People have been arguing about the meaning of serverless since the term came into vogue nearly a decade ago, and it seems to be quite active recently as well. Today, “serverless” as a term is close to meaningless. I won’t name names here, but we’ve all seen services get called “serverless” when they don’t scale to zero, when they are charged by hourly rates, when they still have maintenance windows. As a hardline proponent of serverless, I’d like to say: It’s fine. Don’t get worked up about it.
Every term that refers to something useful will become meaningless. Precisely because the original thing is useful, the term becomes valuable for marketing. This means that stretching the term to include things not quite under the original definition allows them to benefit from the perceived value of the original thing. And that establishes a precedent, allowing things even a little further away to get the label, and the scope creeps ever outward.
This has happened with terms like “cloud”, “DevOps”, “agile”…all of them referred to at least a reasonably well-scoped concept originally, and now are regularly applied to products and practices unrecognizable under the original definitions. You can stand like King Canute trying to stop the tide*, demanding people use a narrow definition, but you’re never going to succeed — and that’s okay!
So what’s important to focus on is the functional characteristics, what you’re trying to accomplish and how those characteristics aid in accomplishing the goals. I’ve been saying this for a long time. When it comes to actual technologies, I said serverless is a spectrum. I said that it’s not even about the technologies, it’s about the mindset. The serverless mindset is still the most important thing: it’s about how you choose technologies when solving a business problem under your particular constraints, not about the specific technologies you choose. The technologies serverless purists call “serverless” are the technologies you end up choosing when you have the fewest constraints.
While we can’t stop the march towards meaninglessness for “serverless”, we can insist on the value of serverless concepts. When AWS calls something “serverless” that doesn’t scale to zero, we can continue to push them for that feature, and make sure people understand the tradeoff of using particular services.
Another way to retain meaning is to fully lean on the spectral nature. Instead of arguing about the line for where “serverless” ends, insist on talking comparatively. What services are more serverless than others? This not only reduces the problems of supposedly mislabeled services, but also provides people with a guide for what to choose when their constraints prevent them from using things at the far end of the spectrum.
In general, labels often aren’t the important thing. First, almost nothing in our industry (not to mention life in general) fits under strict binary labeling. There are few bright-line boundaries. Everything is a continuum. Embracing that means understanding terms based on their usefulness to the discussion you’re having, understanding that the utility of terms changes over time and that while you can shape those changes you can’t fully control them. “Serverless” may be close to meaningless, but the underlying concepts are more important than ever.
* Not coincidentally, the original story, which was about humility, has been generally coopted to be a metaphor for futility, because there’s lots of situations where it’s useful to employ such a metaphor.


■ **What you should do**: Could you return the listing below exactly, with every line intact?

■ **Exercise material**:
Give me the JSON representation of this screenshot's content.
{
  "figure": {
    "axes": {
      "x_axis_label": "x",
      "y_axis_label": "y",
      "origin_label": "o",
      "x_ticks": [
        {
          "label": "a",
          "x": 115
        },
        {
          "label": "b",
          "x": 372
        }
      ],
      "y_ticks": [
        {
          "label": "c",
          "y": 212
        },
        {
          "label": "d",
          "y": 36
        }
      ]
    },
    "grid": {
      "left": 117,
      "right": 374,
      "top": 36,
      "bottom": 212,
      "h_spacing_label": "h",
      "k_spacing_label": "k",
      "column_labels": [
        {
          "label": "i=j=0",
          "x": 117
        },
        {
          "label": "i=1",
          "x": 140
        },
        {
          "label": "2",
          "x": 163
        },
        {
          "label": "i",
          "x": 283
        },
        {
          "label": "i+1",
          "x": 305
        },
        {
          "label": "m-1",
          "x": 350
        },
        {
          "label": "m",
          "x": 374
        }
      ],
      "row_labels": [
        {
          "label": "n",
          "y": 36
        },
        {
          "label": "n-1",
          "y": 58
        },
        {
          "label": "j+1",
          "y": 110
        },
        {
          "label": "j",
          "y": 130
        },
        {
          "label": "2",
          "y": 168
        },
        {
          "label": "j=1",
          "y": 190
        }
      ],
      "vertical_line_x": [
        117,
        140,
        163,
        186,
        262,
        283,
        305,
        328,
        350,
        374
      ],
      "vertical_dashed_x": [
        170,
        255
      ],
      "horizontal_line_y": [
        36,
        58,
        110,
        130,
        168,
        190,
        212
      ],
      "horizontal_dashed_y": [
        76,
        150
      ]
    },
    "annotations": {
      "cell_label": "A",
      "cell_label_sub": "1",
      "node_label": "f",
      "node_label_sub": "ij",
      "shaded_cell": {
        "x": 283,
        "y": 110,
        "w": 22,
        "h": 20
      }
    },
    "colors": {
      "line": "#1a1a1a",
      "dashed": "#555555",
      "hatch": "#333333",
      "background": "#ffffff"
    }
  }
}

■ **Task answer**:
Give me the JSON representation of this screenshot's content.
{
  "figure": {
    "axes": {
      "x_axis_label": "x",
      "y_axis_label": "y",
      "origin_label": "o",
      "x_ticks": [
        {
          "label": "a",
          "x": 115
        },
        {
          "label": "b",
          "x": 372
        }
      ],
      "y_ticks": [
        {
          "label": "c",
          "y": 212
        },
        {
          "label": "d",
          "y": 36
        }
      ]
    },
    "grid": {
      "left": 117,
      "right": 374,
      "top": 36,
      "bottom": 212,
      "h_spacing_label": "h",
      "k_spacing_label": "k",
      "column_labels": [
        {
          "label": "i=j=0",
          "x": 117
        },
        {
          "label": "i=1",
          "x": 140
        },
        {
          "label": "2",
          "x": 163
        },
        {
          "label": "i",
          "x": 283
        },
        {
          "label": "i+1",
          "x": 305
        },
        {
          "label": "m-1",
          "x": 350
        },
        {
          "label": "m",
          "x": 374
        }
      ],
      "row_labels": [
        {
          "label": "n",
          "y": 36
        },
        {
          "label": "n-1",
          "y": 58
        },
        {
          "label": "j+1",
          "y": 110
        },
        {
          "label": "j",
          "y": 130
        },
        {
          "label": "2",
          "y": 168
        },
        {
          "label": "j=1",
          "y": 190
        }
      ],
      "vertical_line_x": [
        117,
        140,
        163,
        186,
        262,
        283,
        305,
        328,
        350,
        374
      ],
      "vertical_dashed_x": [
        170,
        255
      ],
      "horizontal_line_y": [
        36,
        58,
        110,
        130,
        168,
        190,
        212
      ],
      "horizontal_dashed_y": [
        76,
        150
      ]
    },
    "annotations": {
      "cell_label": "A",
      "cell_label_sub": "1",
      "node_label": "f",
      "node_label_sub": "ij",
      "shaded_cell": {
        "x": 283,
        "y": 110,
        "w": 22,
        "h": 20
      }
    },
    "colors": {
      "line": "#1a1a1a",
      "dashed": "#555555",
      "hatch": "#333333",
      "background": "#ffffff"
    }
  }
}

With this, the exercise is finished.